Corporate Governance and Internal Capital Markets

This post comes to us from Belen Villalonga, Associate Professor of Business Administration at Harvard Business School.

In our paper, Corporate Governance and Internal Capital Markets, which was recently published on SSRN, my co-author, Zacharias Sautner, and I take advantage of a unique opportunity for a natural experiment provided by a recent tax change in Germany to explore the link between corporate governance and internal capital markets. In 2002, the prevailing 52% corporate tax on capital gains from investments in other corporations was repealed, thus eliminating a significant barrier to changes in ownership structures. The tax repeal affected most large shareholders in German corporations since, in addition to companies, banks, and other financial institutions that are commonly organized in corporate form, most wealthy individual and family shareholders in Germany hold their shares through intermediate corporations (La Porta, López de Silanes, and Shleifer (1999); Franks and Meyer (2001); Faccio and Lang (2002)). Indeed, the tax change gave rise to a significant reshuffling of corporate ownership structures. This exogenous shock allows us to overcome or at least mitigate concerns about the endogeneity of ownership in estimating its effect on internal capital markets.

The significant change in ownership structures that resulted from the German tax reform offers an additional advantage from an econometric point of view: It creates a longitudinal variation that is unusual in ownership studies and which, combined with the already-large cross-sectional variation in German ownership structures, allows us to identify the effects of ownership changes and structure with much greater statistical power than what could be obtained from U.S. data. Moreover, because German corporations disclosed segment information during our sample period, we are able to compute measures of diversification and internal capital market efficiency similar to those used by other researchers on U.S. data.

We find that firms with more concentrated ownership are less diversified and have more efficient internal capital markets. These findings are consistent with the theoretical arguments in Bolton and Scharfstein (1998) and Scharfstein and Stein (2000), which suggest that capital misallocations are partly a result of poor corporate governance. Our paper thus contributes to the internal capital markets literature by providing direct evidence of the effect of governance structures on how these markets work. In addition, our paper also contributes to the corporate governance literature by providing new evidence about the benefits and costs of ownership concentration. Ownership concentration as a governance mechanism can be a double-edged sword, since it can mitigate the agency problem between minority shareholders and managers (due to large shareholders’ greater incentives to monitor the managers) but it can bring about another agency problem, between large and small shareholders. (Burkart, Panunzi, and Shleifer (2003) provide a formal model of this tradeoff).

Because corporate diversification also has benefits and costs, our finding that firms with more concentrated ownership are less diversified can be interpreted in one of two ways. If diversification is overall value-destroying and internal capital markets are inefficient, corporate diversification can be seen as the outcome of an agency problem where either managers or controlling shareholders lead their companies to diversify to make up for their lack of personal diversification or extract other private benefits at the expense of minority shareholders, who only bear the costs. Under this view of diversification, our results would thus suggest that the agency benefits of ownership concentration outweigh its agency costs, since large shareholders are not only able to successfully prevent self-interested managers from diversifying the company’s business; their large equity stakes act as a commitment device for them not to engage in value-destroying diversification themselves. On the other hand, if diversification is value-enhancing, our results would suggest that the net benefits of ownership concentration are negative. Given Lins and Servaes (1999) finding of no diversification discount in Germany, our results imply that the benefits and costs of ownership concentration just offset each other. However, our own finding that more concentrated ownership leads to more efficient allocation of internal resources suggests that the net benefits of ownership concentration may in fact be positive.

Our findings have significant policy implications. To the extent that the German tax reform was meant to reduce ownership concentration and to improve minority investor protection in the country, our results suggest that the reform may have in fact been counterproductive. The broader policy implication is that lawmakers and regulators should be cautious when trying to harmonize corporate governance systems across countries with different institutional contexts and different governance mechanisms in play.

The full paper is available for download at here.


- Activity -
Could you filter the records below and return each line that holds "thought"?

(Information begins)

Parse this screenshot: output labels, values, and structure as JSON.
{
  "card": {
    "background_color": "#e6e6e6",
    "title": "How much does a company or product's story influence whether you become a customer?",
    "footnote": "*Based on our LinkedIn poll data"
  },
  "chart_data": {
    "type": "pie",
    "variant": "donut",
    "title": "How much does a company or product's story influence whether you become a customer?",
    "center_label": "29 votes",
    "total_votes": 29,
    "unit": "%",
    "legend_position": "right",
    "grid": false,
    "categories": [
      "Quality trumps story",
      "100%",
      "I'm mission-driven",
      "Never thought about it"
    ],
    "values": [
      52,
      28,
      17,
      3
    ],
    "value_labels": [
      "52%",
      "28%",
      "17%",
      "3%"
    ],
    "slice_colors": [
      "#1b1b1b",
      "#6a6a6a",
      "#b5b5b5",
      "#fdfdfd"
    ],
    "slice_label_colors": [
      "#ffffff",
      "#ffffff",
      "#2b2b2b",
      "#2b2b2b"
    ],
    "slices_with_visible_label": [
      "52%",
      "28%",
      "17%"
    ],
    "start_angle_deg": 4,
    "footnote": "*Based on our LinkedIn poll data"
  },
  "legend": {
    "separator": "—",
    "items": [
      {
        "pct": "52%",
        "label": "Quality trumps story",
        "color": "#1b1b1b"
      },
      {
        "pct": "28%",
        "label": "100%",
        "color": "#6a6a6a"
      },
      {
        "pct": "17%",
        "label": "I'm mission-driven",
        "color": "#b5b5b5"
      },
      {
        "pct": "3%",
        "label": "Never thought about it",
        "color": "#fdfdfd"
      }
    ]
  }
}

(Information ends)
(Information begins)

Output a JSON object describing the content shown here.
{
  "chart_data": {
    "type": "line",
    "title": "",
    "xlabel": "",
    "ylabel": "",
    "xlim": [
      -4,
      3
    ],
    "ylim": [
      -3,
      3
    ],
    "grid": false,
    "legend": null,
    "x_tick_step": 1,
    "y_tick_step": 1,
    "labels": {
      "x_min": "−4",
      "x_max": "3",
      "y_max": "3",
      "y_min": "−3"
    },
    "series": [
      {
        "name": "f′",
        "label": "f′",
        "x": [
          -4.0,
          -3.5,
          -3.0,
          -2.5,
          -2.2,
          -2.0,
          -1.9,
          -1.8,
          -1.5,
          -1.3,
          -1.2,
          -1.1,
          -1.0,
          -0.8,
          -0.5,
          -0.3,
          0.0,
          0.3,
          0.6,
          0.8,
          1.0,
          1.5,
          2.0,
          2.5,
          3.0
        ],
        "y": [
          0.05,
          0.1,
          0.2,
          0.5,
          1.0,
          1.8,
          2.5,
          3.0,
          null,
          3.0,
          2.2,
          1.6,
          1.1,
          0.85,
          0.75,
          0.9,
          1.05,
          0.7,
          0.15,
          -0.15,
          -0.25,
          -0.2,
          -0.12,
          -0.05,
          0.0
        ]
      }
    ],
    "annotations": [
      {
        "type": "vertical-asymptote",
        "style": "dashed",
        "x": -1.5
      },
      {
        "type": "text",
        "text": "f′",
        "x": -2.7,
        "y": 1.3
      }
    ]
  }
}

(Information ends)

- Solved exercise -
      "Never thought about it"
        "label": "Never thought about it",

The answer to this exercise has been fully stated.